Philadelphia produces several different sludge products, which it markets under the trade names of Mine Mix, Philly Mulch and Earthlife. The blends represent various mixtures of sludge and wood chips. “We didn’t want to put all our sludge eggs in one basket,” said Toffey. A plane approaching Philadelphia International Airport screamed overhead.

The original product – 15-year-old sludge that had been dredged from lagoons at the Southwest plant – was called Philorganic. The department gave it away in the late ’70s. But as the department diversified its line, Philorganic was also used to refer to sludge composted with wood chips and then screened to achieve a fine loam. Confusion arose about Philorganic’s true identity, so that name was discarded and the screened material was renamed Earthlife. “It is the finest, most value-added product we have to offer,” said Toffey. Earthlife sells for about $12 a ton, if it’s bought by the tractor-trailer load. Toffey said it is price-competitive with other soil conditioners.

About 25 percent of the city’s sludge cake is applied straight to strip mines or farmland, just like manure. The rest is composted. A distributor sells the compost to landscapers and garden centers, through which it most often ends up beneath lawns or athletic fields. Despite assurances that little of the metallic content is transmitted to plants, the city maintains a conservative stand and recommends that the sludge not be applied to land where crops are grown for human consumption. The warning, Toffey acknowledged, is not a good marketing tool.

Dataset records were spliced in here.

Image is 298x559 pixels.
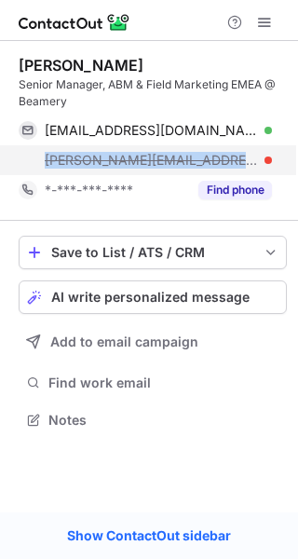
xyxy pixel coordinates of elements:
[50,334,198,349] span: Add to email campaign
[19,56,143,74] div: [PERSON_NAME]
[48,411,279,428] span: Notes
[19,280,287,314] button: AI write personalized message
[19,370,287,396] button: Find work email
[19,325,287,358] button: Add to email campaign
[198,181,272,199] button: Reveal Button
[48,374,279,391] span: Find work email
[45,152,258,169] span: [PERSON_NAME][EMAIL_ADDRESS][DOMAIN_NAME]
[45,122,258,139] span: [EMAIL_ADDRESS][DOMAIN_NAME]
[19,76,287,110] div: Senior Manager, ABM & Field Marketing EMEA @ Beamery
[19,11,130,34] img: ContactOut v5.3.10
[19,236,287,269] button: save-profile-one-click
[19,407,287,433] button: Notes
[48,521,249,549] a: Show ContactOut sidebar
[51,290,249,304] span: AI write personalized message
[51,245,254,260] div: Save to List / ATS / CRM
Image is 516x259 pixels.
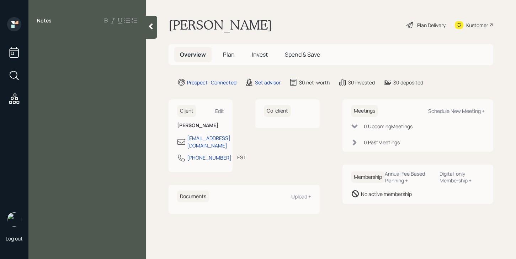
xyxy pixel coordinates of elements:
[37,17,52,24] label: Notes
[177,190,209,202] h6: Documents
[6,235,23,242] div: Log out
[180,51,206,58] span: Overview
[285,51,320,58] span: Spend & Save
[364,122,413,130] div: 0 Upcoming Meeting s
[364,138,400,146] div: 0 Past Meeting s
[264,105,291,117] h6: Co-client
[252,51,268,58] span: Invest
[348,79,375,86] div: $0 invested
[351,171,385,183] h6: Membership
[440,170,485,184] div: Digital-only Membership +
[417,21,446,29] div: Plan Delivery
[351,105,378,117] h6: Meetings
[428,107,485,114] div: Schedule New Meeting +
[187,134,230,149] div: [EMAIL_ADDRESS][DOMAIN_NAME]
[299,79,330,86] div: $0 net-worth
[255,79,281,86] div: Set advisor
[385,170,434,184] div: Annual Fee Based Planning +
[215,107,224,114] div: Edit
[466,21,488,29] div: Kustomer
[237,153,246,161] div: EST
[169,17,272,33] h1: [PERSON_NAME]
[187,79,237,86] div: Prospect · Connected
[177,122,224,128] h6: [PERSON_NAME]
[291,193,311,200] div: Upload +
[187,154,232,161] div: [PHONE_NUMBER]
[393,79,423,86] div: $0 deposited
[361,190,412,197] div: No active membership
[177,105,196,117] h6: Client
[7,212,21,226] img: retirable_logo.png
[223,51,235,58] span: Plan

Sludge also has a short-lived odor when it is applied to the ground, an aroma that farmers regard as earthy. Suburbanites say it stinks. “It’s not a popular program, especially when you get closer to suburban areas,” said Toffey. “It’s been very disappointing.”

The city first started using the sludge mixtures to reclaim abandoned strip mines in Western Pennsylvania. Residents near the mines complained loudly about having to live with Philadelphia’s waste. Because of the protests, fewer mines are being reclaimed today, even though studies of the sites showed no contamination, and plant life thrived on the once-barren land.

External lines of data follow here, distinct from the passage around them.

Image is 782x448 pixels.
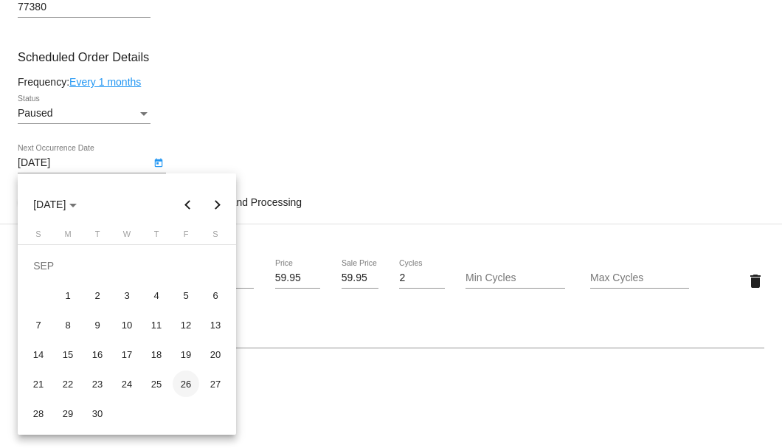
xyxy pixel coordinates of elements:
td: September 13, 2025 [201,310,230,339]
td: September 17, 2025 [112,339,142,369]
td: September 1, 2025 [53,280,83,310]
td: September 20, 2025 [201,339,230,369]
button: Next month [203,190,232,219]
div: 5 [173,282,199,308]
div: 29 [55,400,81,426]
div: 25 [143,370,170,397]
td: September 25, 2025 [142,369,171,398]
td: September 26, 2025 [171,369,201,398]
td: September 6, 2025 [201,280,230,310]
div: 16 [84,341,111,367]
td: September 27, 2025 [201,369,230,398]
th: Wednesday [112,229,142,244]
div: 17 [114,341,140,367]
div: 24 [114,370,140,397]
td: September 10, 2025 [112,310,142,339]
td: September 7, 2025 [24,310,53,339]
td: September 14, 2025 [24,339,53,369]
td: September 2, 2025 [83,280,112,310]
td: September 19, 2025 [171,339,201,369]
th: Thursday [142,229,171,244]
td: September 28, 2025 [24,398,53,428]
div: 1 [55,282,81,308]
div: 15 [55,341,81,367]
div: 6 [202,282,229,308]
td: September 24, 2025 [112,369,142,398]
td: September 18, 2025 [142,339,171,369]
div: 18 [143,341,170,367]
td: September 16, 2025 [83,339,112,369]
th: Friday [171,229,201,244]
td: September 3, 2025 [112,280,142,310]
div: 13 [202,311,229,338]
td: September 4, 2025 [142,280,171,310]
td: September 29, 2025 [53,398,83,428]
th: Sunday [24,229,53,244]
td: September 5, 2025 [171,280,201,310]
span: [DATE] [33,198,77,210]
td: September 30, 2025 [83,398,112,428]
div: 7 [25,311,52,338]
div: 10 [114,311,140,338]
td: September 23, 2025 [83,369,112,398]
div: 23 [84,370,111,397]
div: 12 [173,311,199,338]
div: 4 [143,282,170,308]
div: 27 [202,370,229,397]
div: 8 [55,311,81,338]
div: 9 [84,311,111,338]
div: 30 [84,400,111,426]
td: September 21, 2025 [24,369,53,398]
div: 28 [25,400,52,426]
div: 3 [114,282,140,308]
div: 2 [84,282,111,308]
div: 14 [25,341,52,367]
div: 11 [143,311,170,338]
div: 21 [25,370,52,397]
button: Previous month [173,190,203,219]
div: 22 [55,370,81,397]
td: September 15, 2025 [53,339,83,369]
th: Tuesday [83,229,112,244]
button: Choose month and year [21,190,88,219]
td: September 22, 2025 [53,369,83,398]
td: SEP [24,251,230,280]
td: September 9, 2025 [83,310,112,339]
div: 20 [202,341,229,367]
th: Monday [53,229,83,244]
div: 19 [173,341,199,367]
td: September 11, 2025 [142,310,171,339]
th: Saturday [201,229,230,244]
td: September 12, 2025 [171,310,201,339]
td: September 8, 2025 [53,310,83,339]
div: 26 [173,370,199,397]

Because of the fear of sludge products, the city’s program is struggling. As of January, the department had a four-month backlog of sludge products – about 120,000 wet tons of sludge cake and Mine Mix – stored at the processing facility.

Toffey views the sludge crisis as an irony of modern environmentalism: “As a nation, we’ve raised the fears in order to raise the environmental consciousness. But that fear has come around and bogged us down.”

With New York and northern New Jersey cities on their way out of the ocean – Congress has banned sludge dumping starting in 1991 – there will be millions of tons of new sludge to deal with in the coming years. The disposal options are limited. Sludge can be incinerated or sent to a landfill, at considerable cost. The city once attempted to fuse sludge and incinerator ash into a vitreous roadbed material it called Ecorock, but the process was too expensive. Other processes to turn sludge into fuel pellets are considered experimental. And so the most environmentally conscientious – and cost effective – method remains composting.

Hence the city’s focus on sludge. “If we can have a major success here,” said Toffey, “I think it will have a lot of effect swaying people over to land application of sludge products.” When the sludge-handling improvements are finished this year, people driving by on I-95 can gaze out on acre upon acre of composting sludge and feel proud for their small contribution to that great mound.

More likely, however, is that they’ll see acres of concrete tanks filled with decomposing sewage. And, in the center of it all – hiding a complex of digesters, aerators, sludge thickeners and enough plumbing to reroute the Nile – rows of identical brick buildings. If you squint, they look like classrooms.

“We actually got some complaints,” Marrazzo said, “from people who wondered how we allowed a junior college to get built in the middle of a sewage treatment plant.”

Sewage treatment cannot escape notice.